Tuesday, August 27, 2013

Nuance Eludes the Technology and Employment Story

David Autor replied to my earlier critique. Here is my response:

Dear David Autor,

Thanks so much for your thoughtful and prompt reply. I appreciate your purpose to, as you say, "give a more nuanced interpretation of the legitimate concerns surrounding the impact of rapid technological [change] on job opportunities." My point was actually that invoking the lump-of-labor canard poses a hindrance rather than a help to achieving that laudable objective, which I share. As I wrote, my intention was not so much to dispute your arguments about technology and employment or even about the lump-of-labor notion itself as to bring to your attention the positive contribution that could be made by giving a fair hearing to the actual views of those who are worried about technological unemployment.

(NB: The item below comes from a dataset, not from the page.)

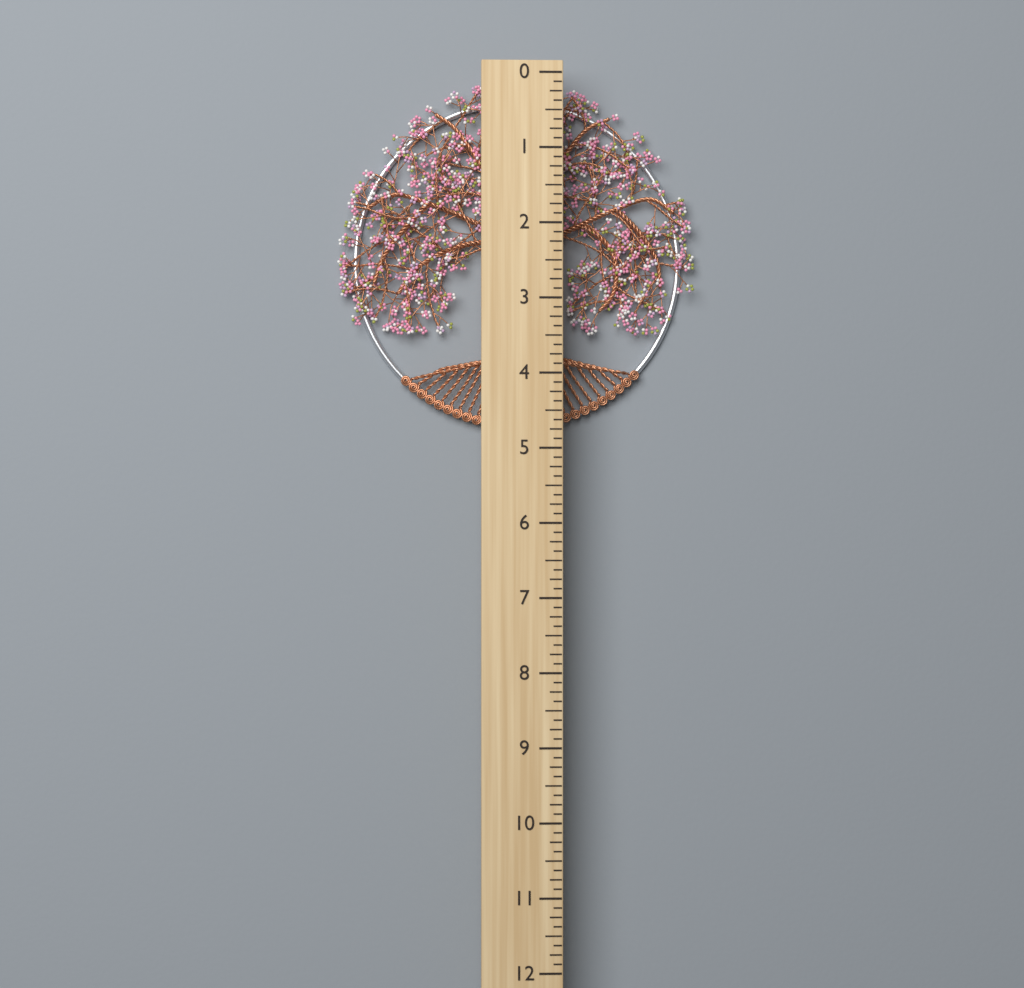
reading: 4.750 (no unit)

I didn't "miss" your point at all, instead I chose to avoid piling a gratuitous critique of your conclusion on top of my main criticism of your premise. But since you asked... I would characterize your outlook and prediction as fitting neatly into Keynes's category of "too easy, too useless a task if in tempestuous seasons they [economists] can only tell us that when the storm is long past the ocean is flat again." Your "too easy, too useless" outlook and prediction flows seamlessly from the unexamined premise of viewing labor as a commodity. Karl Polanyi argued that such a description of labor is "entirely fictitious" yet actual markets are based on this fiction.

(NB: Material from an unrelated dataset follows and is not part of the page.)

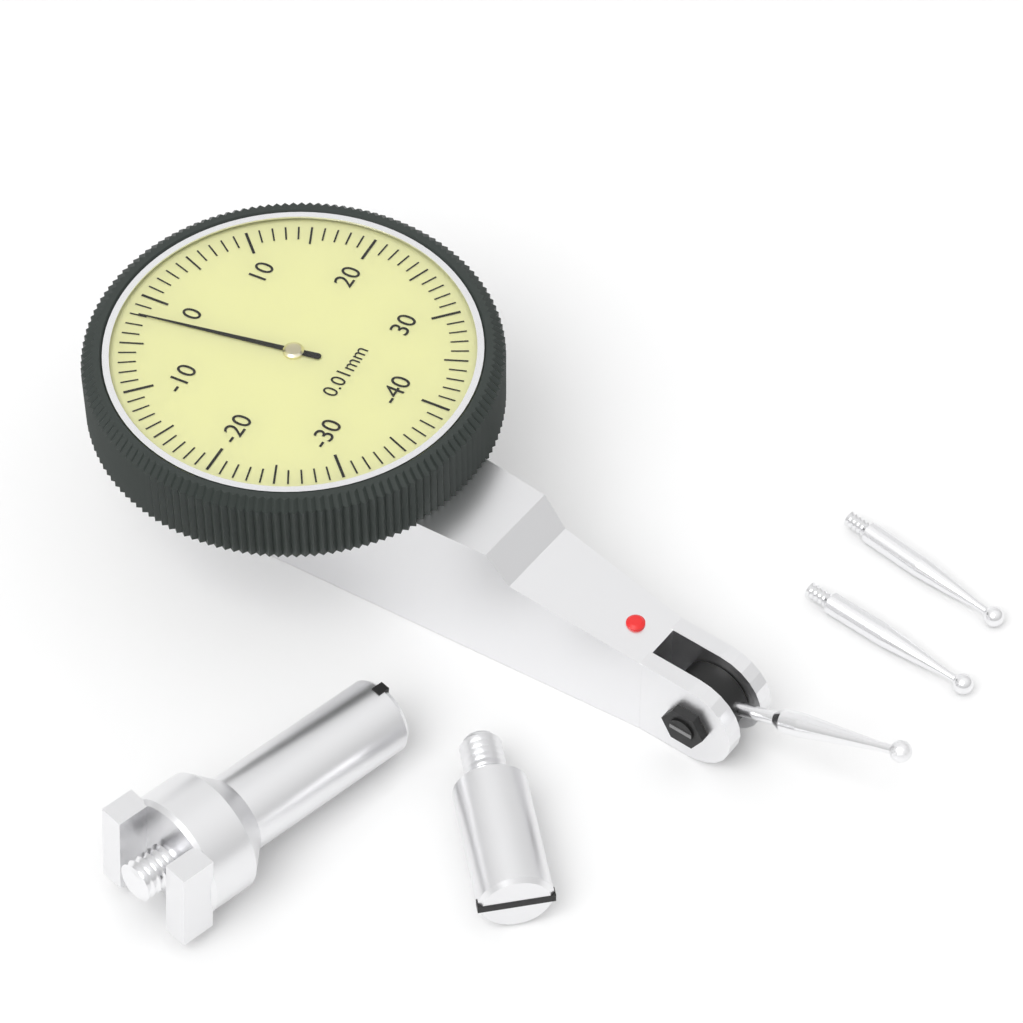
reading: -2 0.01mm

An alternative description of labor is as a commons, or to use the late Elinor Ostrom's term, a "common-pool resource." The words and actions of ordinary workers, trade unions and even machine-breakers make a great deal more sense from the perspective of treating labor as a common-pool resource rather than as a commodity. By contrast, the inane assumption attributed to workers by their detractors is itself predicated on the unstated assumption of the unquestionable commodity status of labor. Profoundly different policy implications flow from the two contrasting assumptions, as do fundamentally different predictions about the future. It seems to me that a "more nuanced interpretation of the legitimate concerns..." would seek to include both the common-pool resource and the commodity interpretations of labor rather than to exclusively feature the latter while inadvertently disparaging the former by attributing it to a belief in a spurious fallacy.

I'm only scratching the surface here. I could go into much more detail and provide extensive reference on the question of viewing labor as a commodity versus viewing it as a common pool resource but life is short and I don't want to annoy you with unsolicited "singing lessons."